Models used by the IPCC and major institution do not consider short, extreme melt events. It turns out that leaves out almost half of all the melting, plus significant changes to the ice (making less permeable layers) that will also affect how the glaciers loose water.
The first extreme melt event I saw was in 2012. Surface melting occurred virtually across the entire Greenland ice sheet, including the normally frigid summit region at the highest elevations. There have been many more since. I was surprised to find a hub of Spanish researchers working on Greenland’s past, present and future.
Here is a Press Release about this new work, from the University of Barcelona: “Greenland ice melt surges unprecedentedly amid warming”.
Here is a short video of Josep Bonsoms presenting at the COP30 conference in Brazil, 2025.

ALEX RETURNS:
RESERVATIONS ABOUT PETROLEUM RESERVES
In March, thirty two member countries of the International Energy Agency (IEA), including Japan, the United States and European nations, agreed to release oi from national reserves.
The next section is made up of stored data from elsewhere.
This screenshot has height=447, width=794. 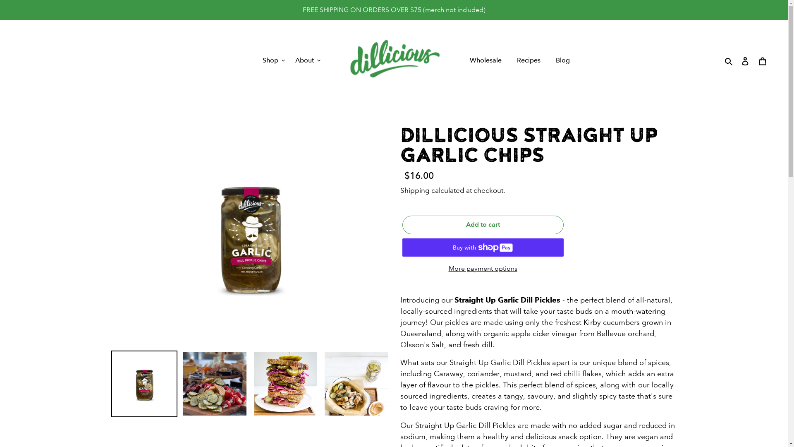 What do you see at coordinates (483, 268) in the screenshot?
I see `More payment options` at bounding box center [483, 268].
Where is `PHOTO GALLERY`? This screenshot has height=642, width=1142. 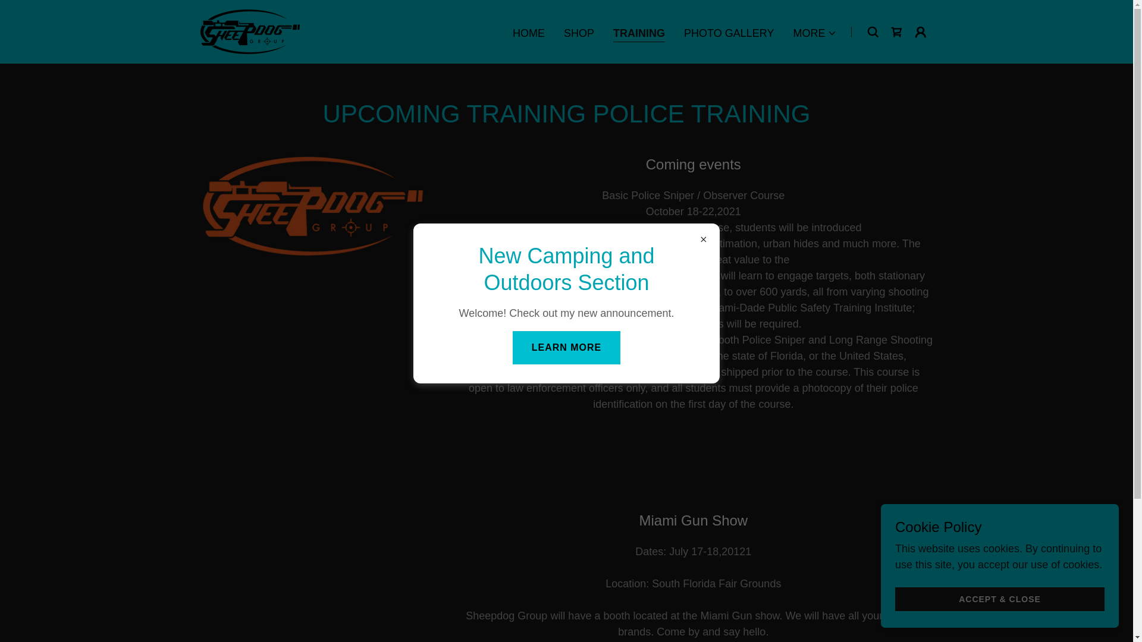
PHOTO GALLERY is located at coordinates (729, 33).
On the big oil and gas blockade in the Gulf, experts have serious reservations about whether opening petroleum reserves will accomplish anything meaningful. The oil reserve promised represents about 4 days worth of global consumption (100 million barrels a day global vs. 400 million barrels promised).
Getting the oil out of American strategic reserves is slow. In the United States, experts estimate it will take four months to deliver 172 million barrels of oil from the strategic reserve, as promised by Trump Administration. Meanwhile prices stay high. This reserve ploy is a mirage. The transfer be stopped at any time the President changes his mind. There is no obligation to tell the public. The one-time show for the stock market has been expended. Actual delivery over several months does little.
SAVE IT FOR HARDER TIMES?
It is possible all countries, including America, should not be releasing now, because there is a lot longer and likely a lot worse to go? Reserves used now to keep transportation and industry as is, without any sacrifice or cut-back, will seem wasted if that fuel is need just to keep food trucks going, hospitals operating and other essential services. In the mean time, recreational flying needs to be dropped, gas rationing is already in the works for several countries, and factories will shut down. More countries will only offer electricity for a few hours a day, or not at all.
There is no oil reserve for natural gas. For a lot of countries, especially in Asia, either the gas just stops, or an insane bidding war grabs gas vessels intended for Europe. For a lot of people, the gas just stops until the peace arrives, and likely for months after peace.
THE FERTILIZER PROBLEM
We need to talk about food – and if food fails, mass migration and it’s impact on politics. Agriculture experts say we are entering a “nightmare scenario” for global fertilizer markets. Between 30 and 50% of all the nitrogen-rich fertilizer, ammonia, sulfur for phosphate fertilizers – all mass through the bottleneck of Hormuz. That fertilizer has stopped flowing out to the world.
According to a U.N. report on closing the Strait, Pakistan will be deprived of more than a quarter of the fertilizer keeping their 250 million people alive. Half the fertilizer for the war-torn state of Sudan comes through the Strait. At least, it did.
The real impact, including mass hunger or starvation, may not show up until this summer or fall as crops fail or the harvest is greatly reduced in agriculture addicted to fossil-made fertilizer. This war will have a long tail of difficulties not easily seen now.
Meanwhile the climate emergency grows.
That’s it for this week. One note: I know musical taste is so different among us. If any of these new show songs touch you, please pass them on to others. They may need a voice from the heart to help a throbbing brain.
Thanks for listening, and caring about our world.